@property - take it behind the woodshed and shoot it?
luka8088
luka8088 at owave.net
Fri Jan 25 03:38:02 PST 2013
On 24.1.2013 23:04, Andrei Alexandrescu wrote:
> On 1/24/13 4:56 PM, Adam Wilson wrote:
>>> Simplicity is clearly good, but there's something to be said about
>>> those warts in chained calls. The UFCS-enabled idioms clearly bring a
>>> strong argument to the table, there's no ignoring it.
>>>
>>> Andrei
>>
>> Then @property needs to be fixed such that optional parens don't effect
>> it one way or the other. Removing the concept of properties and making
>> functions that look like properties through optional parens is a very
>> poor (and lazy) solution. As Mr. Ruppe pointed out, properties are DATA,
>> and functions do stuff. That statement alone is an excellent argument
>> for clearly delineating which is which... Properties are not functions.
>
> I'm not all that convinced, and it's easy to get wedged into a black vs
> white position that neglects many subtleties. Properties are DATA, well
> except when you need to pass fields by reference etc. at which point the
> syntactic glue comes unglued.
>
> There's been a lot of strong positions years ago about functions vs.
> procedures, statements vs. expressions, or even (the glorious 60s!)
> in-language I/O primitives vs. I/O as library facilities. Successful
> languages managed to obviate such dichotomies.
>
>
> Andrei
Maybe this will clarify what is meant by "properties are data":
// http://dpaste.dzfl.pl/822aab11
auto foo () {
return { return 0; };
}
@property auto bar () {
return { return 0; };
}
void main () {
auto localFoo = foo;
assert(!is(typeof(localFoo) == typeof(foo)));
auto localBar = bar;
assert(is(typeof(localBar) == typeof(bar)));
}
function:
auto localFoo = foo; // call foo and store the result
typeof(localFoo) // typeof(data returned by foo) - function pointer
typeof(foo) // typeof(function foo) - function
data:
auto localBar = bar; // get data represented by bar
typeof(localBar) // typeof(data represented by bar) - function pointer
typeof(bar) // typeof(data represented by bar) - function pointer
Data represented by bar can be some value, or a function call that
returns a value. As a user of that property I don't care. And I don't
want my code to break if that property changes from a function pointer
to a function that returns a function pointer. Hence typeof(foo) is a
function, and typeof(bar) is a type of that property (type that is
returned by a calling bar). I would like to emphasize that @property is
not a syntactic, but rather a semantic issue.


_PROBLEM TO SOLVE_:
Set down the data below exactly; pictures stay out.

(Figure record extracts)
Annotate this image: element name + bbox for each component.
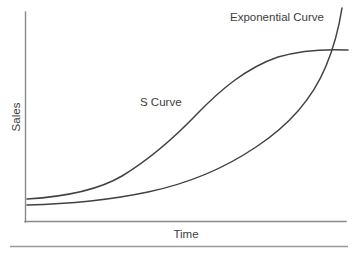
y-axis-title: Sales xyxy=(10,102,22,131)
sales-vs-time-chart: Sales Time S Curve Exponential Curve xyxy=(0,0,356,258)
chart-background xyxy=(0,0,356,258)
s-curve-label: S Curve xyxy=(140,96,182,108)
exponential-curve-label: Exponential Curve xyxy=(230,11,324,23)
x-axis-title: Time xyxy=(173,228,198,240)
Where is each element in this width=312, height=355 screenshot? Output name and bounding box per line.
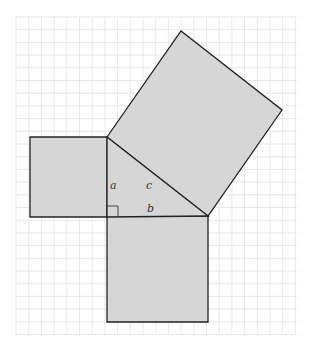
square-on-leg-b [107, 216, 208, 322]
label-b: b [147, 202, 154, 215]
label-c: c [146, 179, 152, 192]
pythagorean-diagram: a c b [0, 0, 312, 355]
square-on-leg-a [30, 137, 107, 217]
label-a: a [110, 179, 117, 192]
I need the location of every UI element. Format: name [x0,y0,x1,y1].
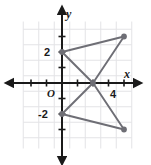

_OUTPUT FOR THIS TASK_:
Annotate this image: element name + bbox for each component.
y-axis-title: Sales xyxy=(10,102,22,131)
sales-vs-time-chart: Sales Time S Curve Exponential Curve xyxy=(0,0,356,258)
chart-background xyxy=(0,0,356,258)
s-curve-label: S Curve xyxy=(140,96,182,108)
exponential-curve-label: Exponential Curve xyxy=(230,11,324,23)
x-axis-title: Time xyxy=(173,228,198,240)
Where is each element in this width=312, height=355 screenshot? Output name and bounding box per line.
square-on-leg-b [107, 216, 208, 322]
label-b: b [147, 202, 154, 215]
label-c: c [146, 179, 152, 192]
pythagorean-diagram: a c b [0, 0, 312, 355]
square-on-leg-a [30, 137, 107, 217]
label-a: a [110, 179, 117, 192]
I need the location of every UI element. Format: name [x0,y0,x1,y1].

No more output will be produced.